Your search Monteu da Po gave 2105 results.
Sandstone statue of a seated lion in attacking posture, from Mithraeum I at Heddernheim, ancient Nida, with its hindmost part lost
Moesia superior preserves frontier evidence shaped by the military infrastructure and circulation networks of the middle Danube.
Moesia inferior occupied a major position along the lower Danube where Mithraic cults circulated through military and port environments.
Along the lower sectors of the middle Danube, Pannonia inferior became a major centre of Mithraic activity in the frontier provinces.
Pannonia superior preserves one of the richest frontier corpora of Mithraic evidence along the middle Danube.
Thracia reflects the circulation of Mithraic cults through the military, urban and maritime networks linking the Balkans, the Danube and the northern Aegean world.
This lost Mithraic relief, formerly kept near the church of the Santissima Annunziata in Naples, was probably a large tauroctony associated with the area of Puteoli or Pausilypon.
Moesia preserves a strongly militarised body of Mithraic evidence along the Danubian frontier of the empire.

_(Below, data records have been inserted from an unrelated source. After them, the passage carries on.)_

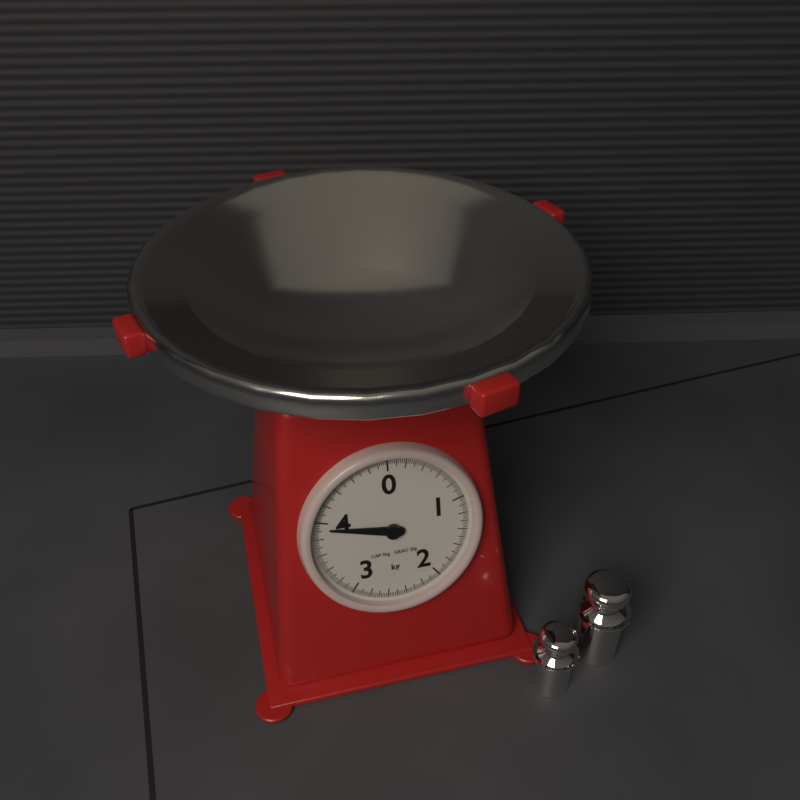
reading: 3.92 kg
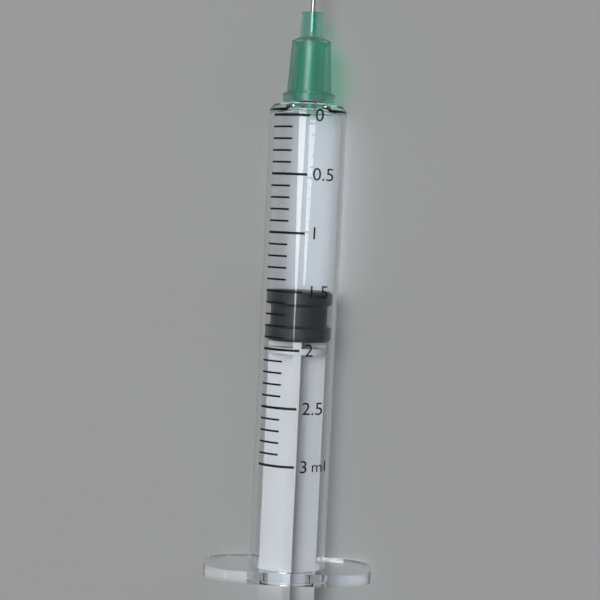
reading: 1.5 ml
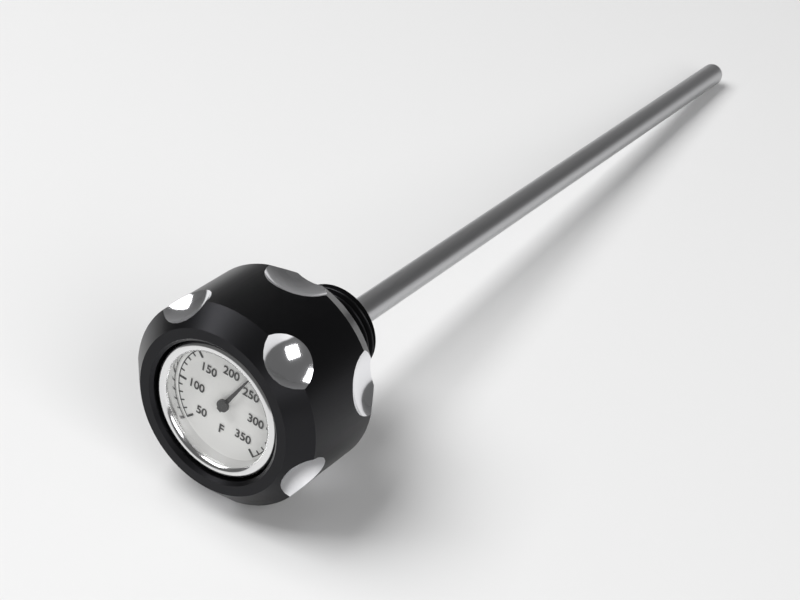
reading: 230 °F
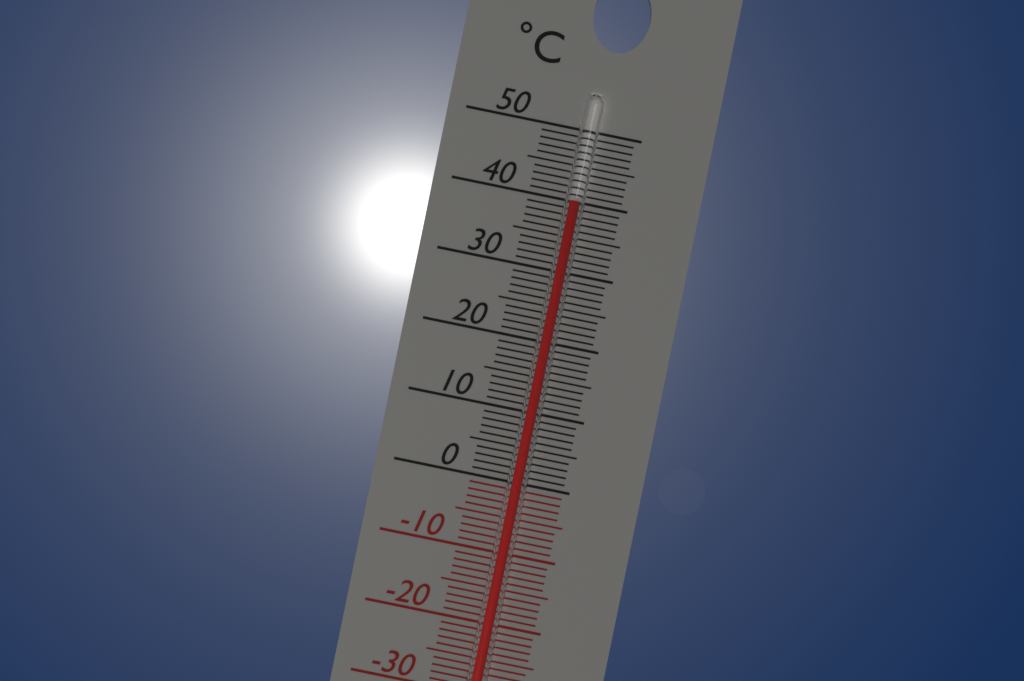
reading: 40 °C
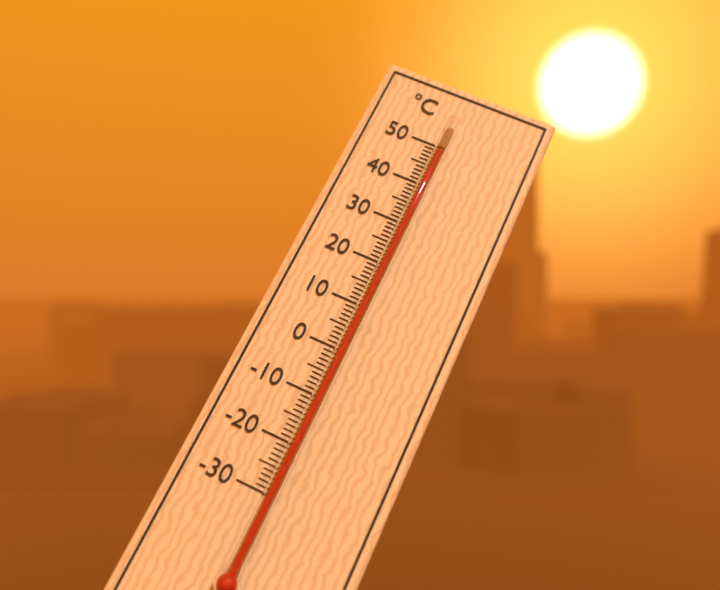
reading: 48 °C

Noricum preserves Mithraic evidence shaped by Alpine routes, military circulation and Danubian connections.
This inscription probably belonged to the fourth mithraeum of Poetovio and records the restoration of a Mithraic temple by the dux Aurelius Iustinianus.
This inscribed limestone altar from Roman Salona preserves several lists of ministers associated with the Tritones collegium during the Tetrarchic period.
This weathered marble fragment from Viminacium preserves part of a tauroctony with Luna, Cautopates, the serpent, and the dog.
This relief of Mithras killing the bull was dedicated by the bearer of the imperial standard of Legio XIII Gemina, Marcus Ulpius Linus.
These two altars, erected by a certain Victorinus in the mithraeum he built in his house, bear inscriptions to Cautes and Cautopates.
This altar was erected by Hermadio, who also signed other monuments in Dacia and even in Rome.
This damaged monument of a certain Hostilius from Malvesiatium, now Skelani, bears an inscription apparently to Mithras transitus.
Fragments of this limestone statue include the head and torso of Mercury, holding the caduceus in his left hand.
Both objects have a snake winding itself around them.
Another sculpture of Mithras rock-birth from the Mithraeum of Victorinus, in Aquincum.
Beheaded Cautopates in limestone found on the podium of the Jajce Mithraeum, Bosnia and Herzegovina.